Behavioral Literacy Through Drama

3 Min Read  •  Drama

Behavior Literacy Management

The big bugaboo for many teachers.  It can make or break you, because without good management, you cannot create a positive learning environment. And with that, you cannot get to the business of teaching.  Many years ago I discovered something called Responsive Classroom. I fell in love with the approach, because it centers on empowering the child. It stresses the importance, and power of language used by the teacher. It reminds the teacher that students need to learn behavior just like any other subject.  Behavioral literacy through drama is an approach valuing each child, and can transform your teaching and your classroom.  Although, it can also take many years to master.

‘Acting Right’

This past summer I discovered something called Acting Right and this fall  attended my first training in the approach.  Since then, I have tried it out in my classes, and supported my colleagues in implementing it in their classrooms.  What’s beautiful to me about this approach is that it uses the common elements of the actor’s toolbox (voice, body and imagination). Yet, it adds concentration and cooperation, and stresses that behavior needs to be learned.  In fact, it refers to behavior as a literacy, stressing concentration and cooperation are skills like muscles that must be exercied and strengthened.

Acting Right stresses the power of language, equipping the teacher with language, when used consistently, puts the power into the hands of the children asking them to be reflective about their own behavior.  By asking “What tool do you need to control?” and having the child answer. It’s not an admonishment, but a reminder of the goal and challenges  the individual to realize that goal.  There is this underlying assumption that every child can and will control all of the tools available to him/her. This dovetails nicely with the idea of growth mindset and grit.  By asking the child to reflect on what tool she/he is not controlling, the understanding is the child is not yet demonstrating control, but can and eventually will.

Assessing Yourself, As Well As Your Students

I don’t know about you, but for a long time I considered student misbehavior a personal deficit in myself as a teacher.  It felt personal, and I felt like a failure.  What both Responsive Classroom and Acting Right helped me do is shift my mindset.  There is not something fundamentally defective in me that causes students to “misbehave.”  My only failure is not remembering that students need to be taught.  You don’t put children in time out because they come through your door unable to read.  You assess each child’s level, and their strengths and weaknesses. Then,  you determine how to help that child, giving him/her strategies to help him/herself.

In the same way, Acting Right has a procedure allowing you to quickly check in on each child everyday to determine where each child is in respect to behavior.  The games, activities and challenges are designed specifically to help each child build her/his behavioral literacy. As well as, helping the students learn to work together as a team and support one another’s learning.  Both of these programs reminded me every child isn’t perfect every day (nor am I!). My job is to help them learn how to control themselves, and become stronger learners as a result.  The programs give me permission to take the time to teach students how to behave. How to check in with themselves, and realize where they need to focus their behavioral literacy energy.

Not Arts Integration, BUT…

While Acting Right is not arts integration, it does utilize elements of theater to help students develop behavioral literacy and facilitate student reflection on behavior individually and as a member of a learning team.  After just one day of training it may help you, the educator, stay in that reflective space and be a partner in helping the students build capacity to control their behavior and become productive members of their learning community.  With these skills, your students will be ready to learn and work successfully in cooperative groups whether the work is in art, in a core subject or in an integration of the two.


§ **Aim of the task**: Count the lines holding the string "Image" in the records, and give only the count.

§ **Input data**:
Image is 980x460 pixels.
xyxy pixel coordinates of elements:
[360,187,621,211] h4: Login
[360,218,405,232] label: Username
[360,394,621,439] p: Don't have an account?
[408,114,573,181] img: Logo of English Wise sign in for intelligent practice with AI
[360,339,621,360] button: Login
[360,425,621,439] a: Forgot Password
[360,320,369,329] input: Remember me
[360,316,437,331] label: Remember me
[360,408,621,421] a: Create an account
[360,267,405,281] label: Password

==

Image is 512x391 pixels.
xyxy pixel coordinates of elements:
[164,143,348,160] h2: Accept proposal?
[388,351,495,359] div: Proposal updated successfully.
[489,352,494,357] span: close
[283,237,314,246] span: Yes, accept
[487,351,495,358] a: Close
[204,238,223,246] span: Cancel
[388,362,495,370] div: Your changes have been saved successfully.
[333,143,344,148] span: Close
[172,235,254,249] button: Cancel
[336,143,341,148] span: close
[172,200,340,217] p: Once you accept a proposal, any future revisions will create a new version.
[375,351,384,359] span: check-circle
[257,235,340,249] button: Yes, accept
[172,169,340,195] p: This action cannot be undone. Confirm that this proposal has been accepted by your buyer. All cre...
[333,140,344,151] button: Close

* * *

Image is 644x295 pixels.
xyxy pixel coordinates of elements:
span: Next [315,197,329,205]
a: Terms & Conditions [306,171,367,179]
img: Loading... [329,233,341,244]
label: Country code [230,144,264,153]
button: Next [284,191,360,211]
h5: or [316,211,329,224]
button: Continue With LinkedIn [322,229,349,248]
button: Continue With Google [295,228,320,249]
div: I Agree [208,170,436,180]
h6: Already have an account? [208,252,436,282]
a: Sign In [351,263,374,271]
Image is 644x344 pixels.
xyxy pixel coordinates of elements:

§ **Answer space**: 4